Triple approach for project interventions
The complexity of conflicts demands a set of different components for a flexible intervention strategy, which provides measures on different levels of the livelihood system: strengthening capital assets (potential of people) should always be combined with removing constraining factors from the level of structures and processes. The research team recommends a triple approach for creating incentives to overcome the widespread relief attitude of humanitarian agencies in the Trincomalee district.

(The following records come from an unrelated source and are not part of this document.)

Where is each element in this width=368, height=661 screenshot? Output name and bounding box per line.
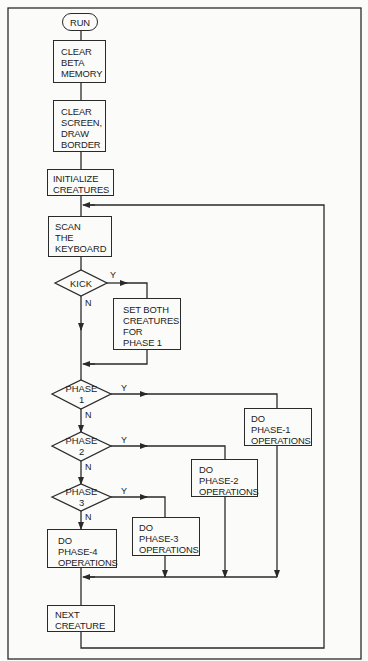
step-text: CREATURE [55,620,114,631]
phase2-no-label: N [85,462,92,472]
step-text: SET BOTH [123,304,180,315]
decision-text: PHASE [52,486,111,497]
step-text: CREATURES [53,184,113,195]
step-text: NEXT [55,609,114,620]
step-clear-beta-memory: CLEAR BETA MEMORY [53,40,106,83]
step-phase1-operations: DO PHASE-1 OPERATIONS [244,408,312,446]
connector-kick-yes [125,283,147,298]
decision-text: PHASE [52,435,111,446]
connector-set-both-return [88,350,147,364]
step-text: DO [139,522,199,533]
step-set-both-creatures: SET BOTH CREATURES FOR PHASE 1 [113,298,181,350]
decision-text: 2 [52,446,111,457]
step-text: PHASE-4 [58,546,116,557]
step-initialize-creatures: INITIALIZE CREATURES [47,169,114,196]
step-text: OPERATIONS [58,557,116,568]
start-terminal: RUN [62,13,98,31]
flowchart-canvas: RUN CLEAR BETA MEMORY CLEAR SCREEN, DRAW… [0,0,368,661]
step-text: CLEAR [61,46,105,57]
phase3-no-label: N [85,512,92,522]
step-text: BETA [61,57,105,68]
step-text: DO [58,535,116,546]
step-scan-keyboard: SCAN THE KEYBOARD [48,216,112,257]
decision-kick-label: KICK [55,278,107,289]
step-text: DO [199,464,257,475]
step-text: INITIALIZE [53,173,113,184]
step-text: CLEAR [61,106,105,117]
step-text: DRAW [61,128,105,139]
decision-text: 3 [52,497,111,508]
decision-phase1-label: PHASE 1 [52,383,111,405]
phase2-yes-label: Y [121,435,127,445]
kick-no-label: N [85,298,92,308]
decision-phase3-label: PHASE 3 [52,486,111,508]
step-text: OPERATIONS [139,544,199,555]
decision-text: 1 [52,394,111,405]
start-label: RUN [70,17,90,28]
kick-yes-label: Y [110,270,116,280]
step-text: SCREEN, [61,117,105,128]
connector-phase1-yes [145,394,277,408]
connector-phase3-yes [145,497,165,517]
decision-text: PHASE [52,383,111,394]
step-text: MEMORY [61,68,105,79]
phase1-yes-label: Y [121,383,127,393]
step-text: PHASE-2 [199,475,257,486]
decision-text: KICK [70,278,92,289]
step-text: OPERATIONS [199,486,257,497]
step-text: DO [251,413,311,424]
step-text: CREATURES [123,315,180,326]
phase1-no-label: N [85,410,92,420]
phase3-yes-label: Y [121,486,127,496]
step-next-creature: NEXT CREATURE [47,605,115,632]
step-text: PHASE-1 [251,424,311,435]
step-text: BORDER [61,139,105,150]
step-text: KEYBOARD [55,243,111,254]
connector-phase2-yes [145,446,225,459]
step-phase2-operations: DO PHASE-2 OPERATIONS [191,459,258,497]
step-text: FOR [123,326,180,337]
step-text: PHASE 1 [123,337,180,348]
step-text: PHASE-3 [139,533,199,544]
step-text: THE [55,232,111,243]
step-phase4-operations: DO PHASE-4 OPERATIONS [47,529,117,568]
decision-phase2-label: PHASE 2 [52,435,111,457]
step-text: SCAN [55,221,111,232]
step-phase3-operations: DO PHASE-3 OPERATIONS [132,517,200,556]
step-clear-screen-draw-border: CLEAR SCREEN, DRAW BORDER [53,100,106,152]
step-text: OPERATIONS [251,435,311,446]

The triple approach comprises: (i) Responding to shocks (asset-based support), (ii) Adjusting to trends (support of structures and processes) and (iii) Promoting viability (mobilisation of governance structures).
The results of the IFSP-CATAD project 2001 are available as Working Papers 39-45 in pdf.
LSA as planning tool
The Livelihood System Approach provides a holistic framework for understanding the various factors which determine behaviour, livelihood strategies and related outcomes. It introduces a systemic thinking into:
- Planning village projects,
- Policy definition and framework planning (priority setting) on district and provincial level,
- Institutional analysis (an organisation is analysed with capital assets and coping strategies similarly like a household).
Download pdf (215 KB) Technical Paper 28 The Livelihood System Approach in Project planning, a manual.
Download pdf (356 KB) Technical Paper 28 in Tamil
Intercultural learning
The IFSP and CATAD shared the experience of intercultural teamwork in 1999 and in 2001. In both cases, the teams, both German and Sri Lankan members, evaluated their experience of working in an intercultural team with very positive results. IFSP and CATAD understand intercultural communication and teamwork as a mutual capacity building process. The encounter with another culture challenges one’s own habits and thinking. It provides a clear feedback on one’s own behaviour and teaches fundamental skills for the work as a culture-sensitive advisor and consultant in development cooperation.